The airline exercised its purchase rights obtained in March when it ordered two of the twin-jet, long range aircraft. The airline plans to lease two additional 777s from GE Commercial Aviation Services.

Philippine is one of Boeing's oldest customers with a present fleet that includes five Boeing 747-400s and three Boeing 737s. The airline is the oldest in Asia, having flown its first flight on March 15, 1941.

Philippine 777

Categories: Aerospace
Posted by John Gillie @ 08:48:46 am

Alaska Airlines saw its passenger traffic increase by 5.7 percent in May, but that increase didn't quite match its capacity increase for the month.

The airline has seen its traffic grow for the last three months, but not as fast as its capacity. The airline, however, was only .4 percentage points short of matching its performance measured by load factor (percentage of seats filled with paying passengers) that it achieved in May 2006 despite a 6.2 percent increase in capacity.

That year-to-year difference was much larger in prior months this year.
In April, for instance, the difference in load factor from the same month in 2006 was 2.7 percentage points.
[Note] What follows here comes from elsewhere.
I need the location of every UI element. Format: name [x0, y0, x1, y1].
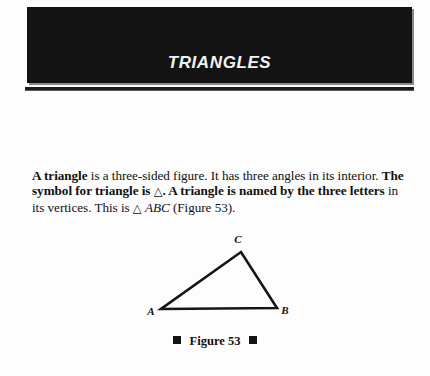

In February, the figure was 2.9 percentage points.

Other legacy airlines delivered higher load factors in May, but many of those had either shrunk their capacity or increased it only marginally.
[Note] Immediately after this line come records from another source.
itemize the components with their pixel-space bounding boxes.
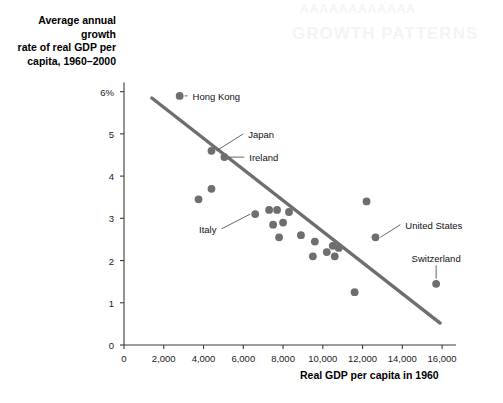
data-point-ireland: [220, 153, 228, 161]
point-label-japan: Japan: [248, 128, 274, 139]
x-tick-label: 2,000: [152, 353, 176, 364]
y-tick-label: 4: [86, 171, 114, 182]
plot-canvas: [0, 0, 503, 403]
label-leader-lines: [185, 96, 436, 279]
data-point: [285, 208, 293, 216]
data-point: [279, 219, 287, 227]
data-point: [195, 195, 203, 203]
x-tick-label: 16,000: [428, 353, 457, 364]
data-point: [335, 244, 343, 252]
data-point-united-states: [372, 233, 380, 241]
x-tick-label: 8,000: [271, 353, 295, 364]
y-tick-label: 2: [86, 255, 114, 266]
data-point-hong-kong: [176, 92, 184, 100]
data-point: [269, 221, 277, 229]
x-tick-label: 12,000: [348, 353, 377, 364]
data-point: [323, 248, 331, 256]
data-point: [275, 233, 283, 241]
data-point: [363, 198, 371, 206]
point-label-italy: Italy: [199, 223, 216, 234]
y-tick-label: 6%: [86, 86, 114, 97]
x-tick-label: 10,000: [308, 353, 337, 364]
y-tick-label: 3: [86, 213, 114, 224]
point-label-united-states: United States: [405, 219, 462, 230]
data-point: [309, 252, 317, 260]
data-point-switzerland: [432, 280, 440, 288]
trend-line: [152, 98, 440, 323]
x-tick-label: 4,000: [192, 353, 216, 364]
x-tick-label: 0: [121, 353, 126, 364]
point-label-hong-kong: Hong Kong: [193, 90, 241, 101]
data-points: [176, 92, 440, 296]
y-tick-label: 1: [86, 297, 114, 308]
data-point: [311, 238, 319, 246]
data-point: [331, 252, 339, 260]
data-point-japan: [208, 147, 216, 155]
x-tick-label: 6,000: [231, 353, 255, 364]
data-point: [265, 206, 273, 214]
data-point: [297, 231, 305, 239]
data-point-italy: [251, 210, 259, 218]
data-point: [273, 206, 281, 214]
point-label-switzerland: Switzerland: [412, 253, 461, 264]
data-point: [208, 185, 216, 193]
x-tick-label: 14,000: [388, 353, 417, 364]
data-point: [351, 288, 359, 296]
y-tick-label: 5: [86, 128, 114, 139]
point-label-ireland: Ireland: [249, 152, 278, 163]
scatter-plot-figure: AAAAAAAAAAAA GROWTH PATTERNS Average ann…: [0, 0, 503, 403]
y-tick-label: 0: [86, 340, 114, 351]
United Airlines, for instance, cut available seat miles by .5 percent in May and saw its load factor increase from 83.8 percent to 84.6 percent compared with May 2006.

Southwest Airlines, which like Alaska, grew its capacity substantially in May (+8.1%), saw its load factor drop to 74 percent form 76.8 percent in May 2006.

Southwest has told its investors it may throttle back its expansion because it threatens to outrun its traffic increases.

Alaska hasn't mentioned cutting back its plans to grow its capacity. If it can keep its expansion in available seats more in step with its traffic increases as it did in May, it may be able to continue its growth unabated.


Alaska percentage of seats filled

Categories: Aerospace
Posted by C.R. Roberts @ 07:05:00 am

The LeMay Automobile Museum has appointed Dominic Dobson as director of corporate development. Dobson has served for two years on the museum's steering committee, and is the founder of Motion Research Corp., created in 1993, which developed the world’s first wireless, mobile head-mounted display systems that are used in both commercial and consumer sports applications

As director, he will oversee corporate sponsorship at the museum.

Dobson has spent more than two decades competing in motor sports events as a driver, with success at Sebring, LeMans, Daytona and Indianapolis. He also served as vice president/general manager for PacWest Racing Group, and has created and managed various racing teams.

He also served as the former president of Cavallino Holdings, Ltd, a collection of historic automobiles, primarily European post-war race cars and rare road cars.

Museum President & CEO, David Madeira announced Dobson’s appointment by saying: “Dominic brings his world-class automobile experience to America’s Car Museum and can provide contacts around the world that will help us build the world’s foremost auto museum. We’re delighted to have him lead our Corporate Development efforts.”

Dobson currently resides in Seattle, Washington on Mercer Island with his wife Kristen and their two children.